Which leads us to today.  By my calculations, the government has about a month left to file a petition for a writ of certiorari before the Supreme Court.  As to whether the Court will review the opinion below, the question is generally whether the circuit court’s interpretation of the relevant FOIA exemptions or the Geneva Conventions created a split in the governing law with its sister circuits, or has otherwise “so far departed from the accepted and usual course of judicial proceedings, or sanctioned such a departure by a lower court, as to call for an exercise of this Court’s supervisory power” or otherwise presents “an important question of federal law that has not been, but should be, settled by this Court.”  Put in other terms, the government needs four justices to believe that there are five justices who’d overturn the opinion below … and given the way the Court operates, the nine justices involved will include Justice Souter’s successor, whomever she may be.

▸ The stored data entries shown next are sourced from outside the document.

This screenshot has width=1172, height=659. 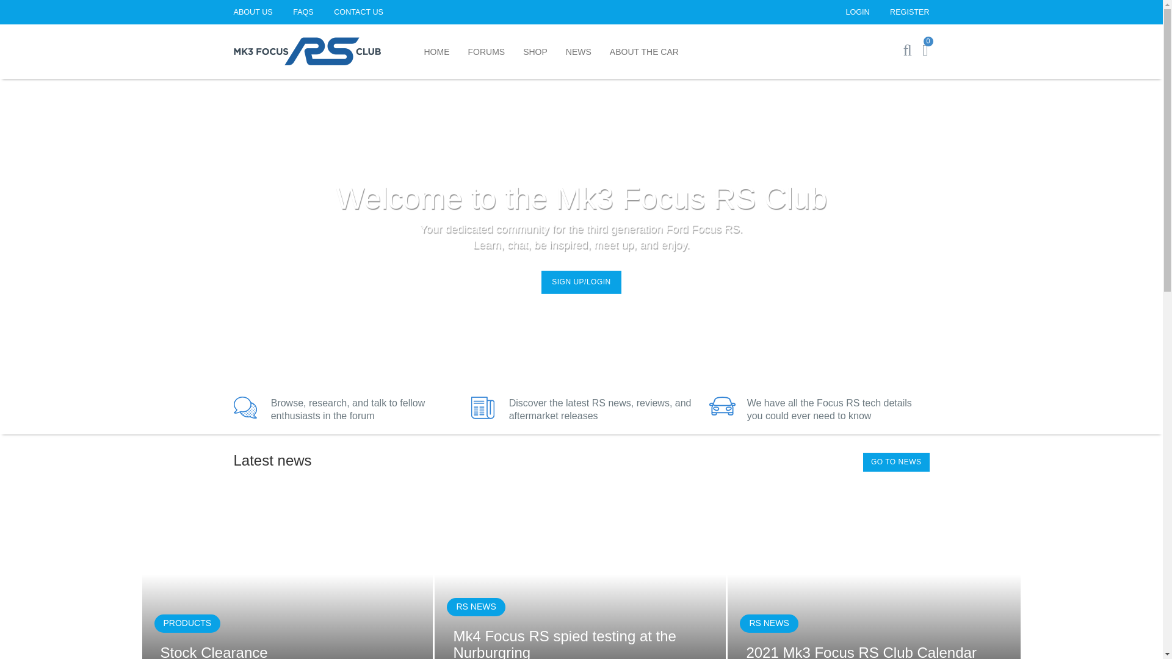 What do you see at coordinates (262, 12) in the screenshot?
I see `ABOUT US` at bounding box center [262, 12].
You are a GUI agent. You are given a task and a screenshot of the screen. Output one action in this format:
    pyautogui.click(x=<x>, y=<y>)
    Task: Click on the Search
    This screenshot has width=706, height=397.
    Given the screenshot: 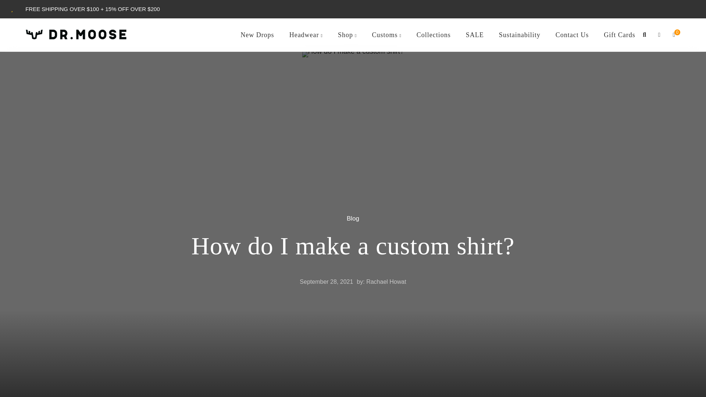 What is the action you would take?
    pyautogui.click(x=644, y=35)
    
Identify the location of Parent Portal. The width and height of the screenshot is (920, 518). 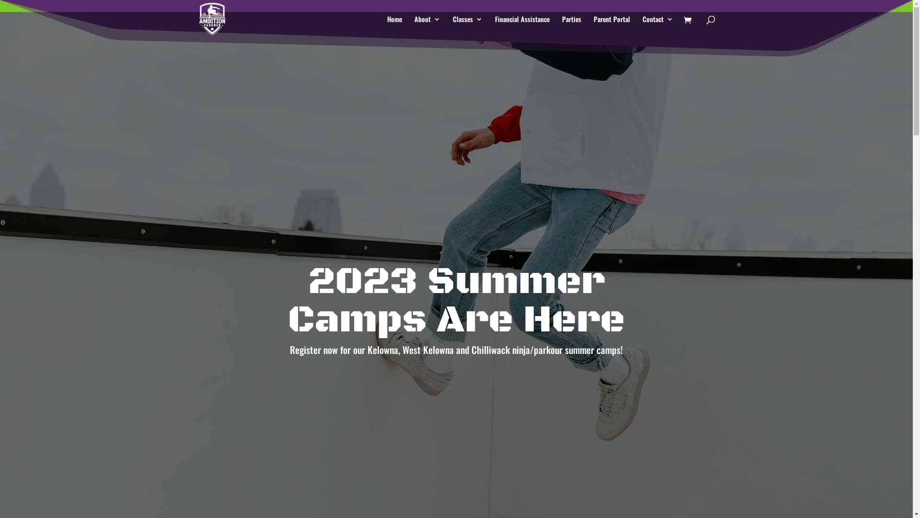
(611, 27).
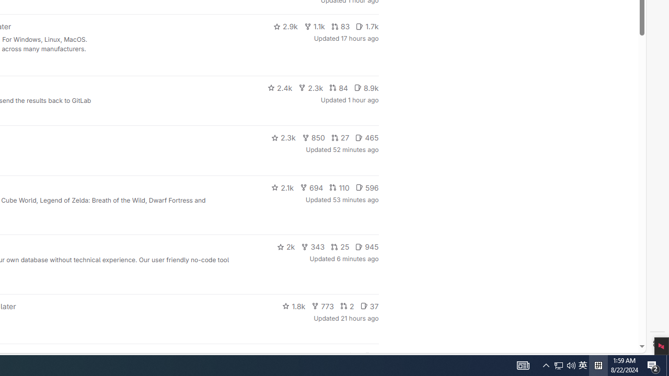 Image resolution: width=669 pixels, height=376 pixels. I want to click on 2.9k, so click(367, 187).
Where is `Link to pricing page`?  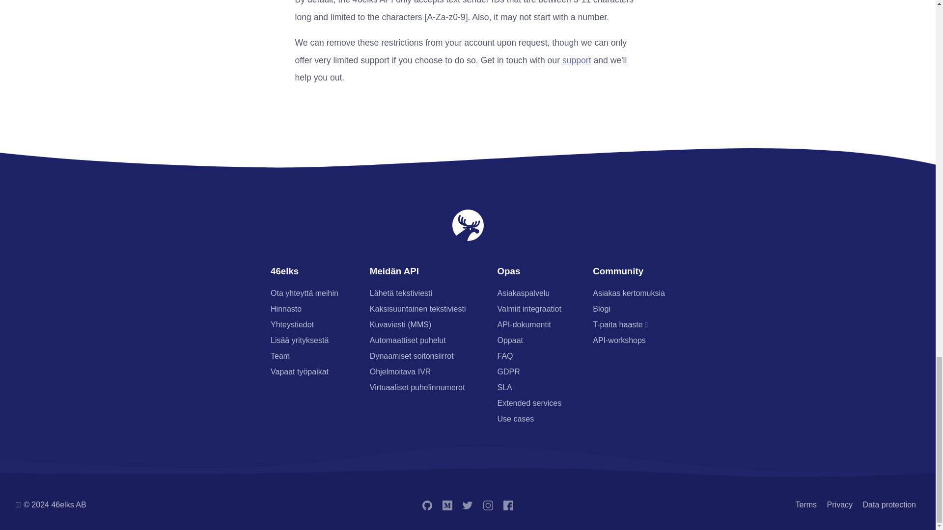
Link to pricing page is located at coordinates (286, 309).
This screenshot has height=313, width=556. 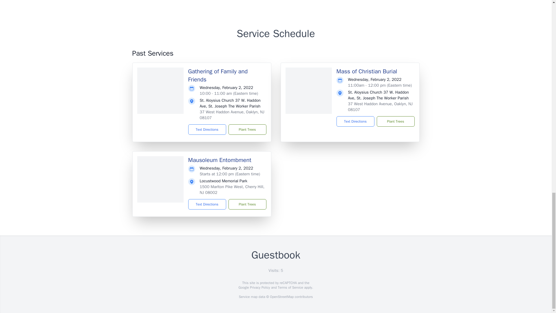 What do you see at coordinates (259, 287) in the screenshot?
I see `Privacy Policy` at bounding box center [259, 287].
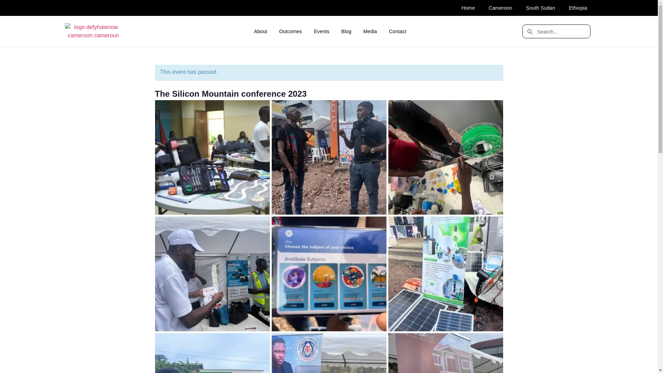 Image resolution: width=663 pixels, height=373 pixels. What do you see at coordinates (291, 31) in the screenshot?
I see `Outcomes` at bounding box center [291, 31].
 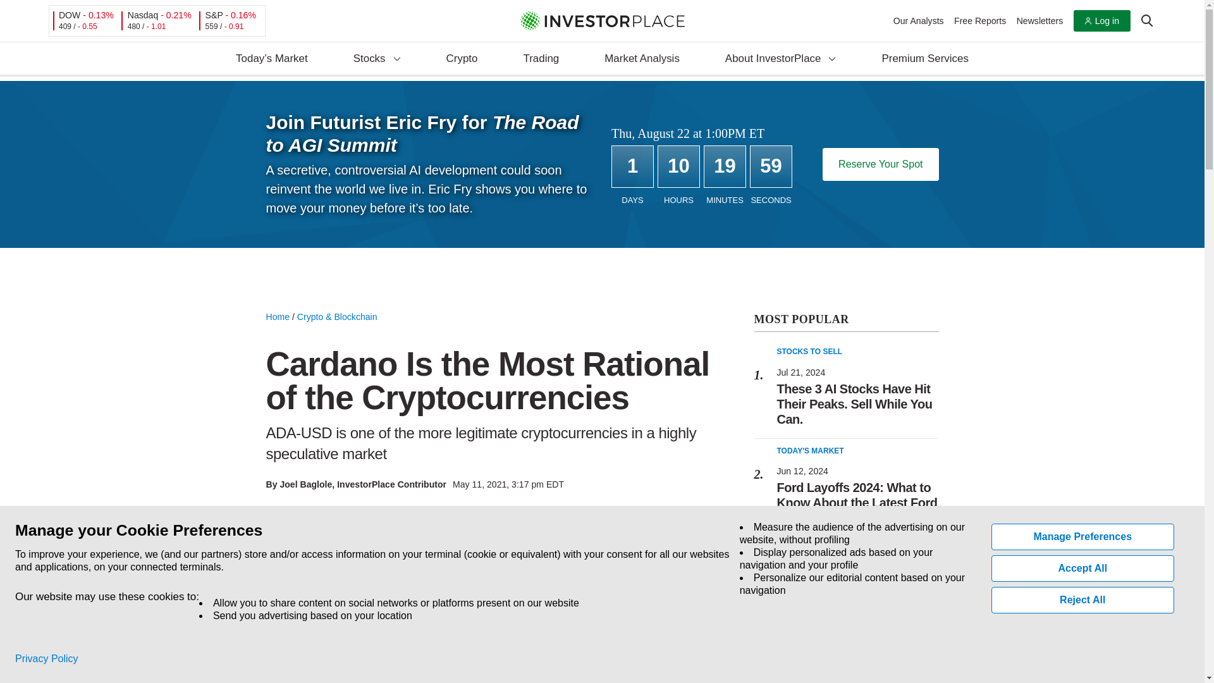 I want to click on Our Analysts, so click(x=919, y=20).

So, first they have to decide if this is something they even want to look at – the all important ‘Writ of Certiorari.’  If the answer at that stage is yes, then the parties will file briefs, everyone else will file amicus briefs (just to have their two cents on the record), and argument will, eventually, be scheduled.   The wheels of justice turn slow.

The post quoted above really does a nice job of laying it all out.  The government’s argument (this dates back to the Bush administration) is that the lives of certain people may be put at risk if the pictures are made public.  The appeal court, which has already sided with the ACLU in favor of disclosure, based it’s ruling, in part, on the government’s failure to identify specific people that might be harmed.  The current administration is stuck with that argument.  they can not now go back an argue that national security will be jeopardized.  That issue is not part of this case.  This is a perfect example of how the Courts work – they decide cases, they don’t make law.

And also, remember that they can’t now go and name the people who might be endangered.  Once the case is on appeal, evidence is closed.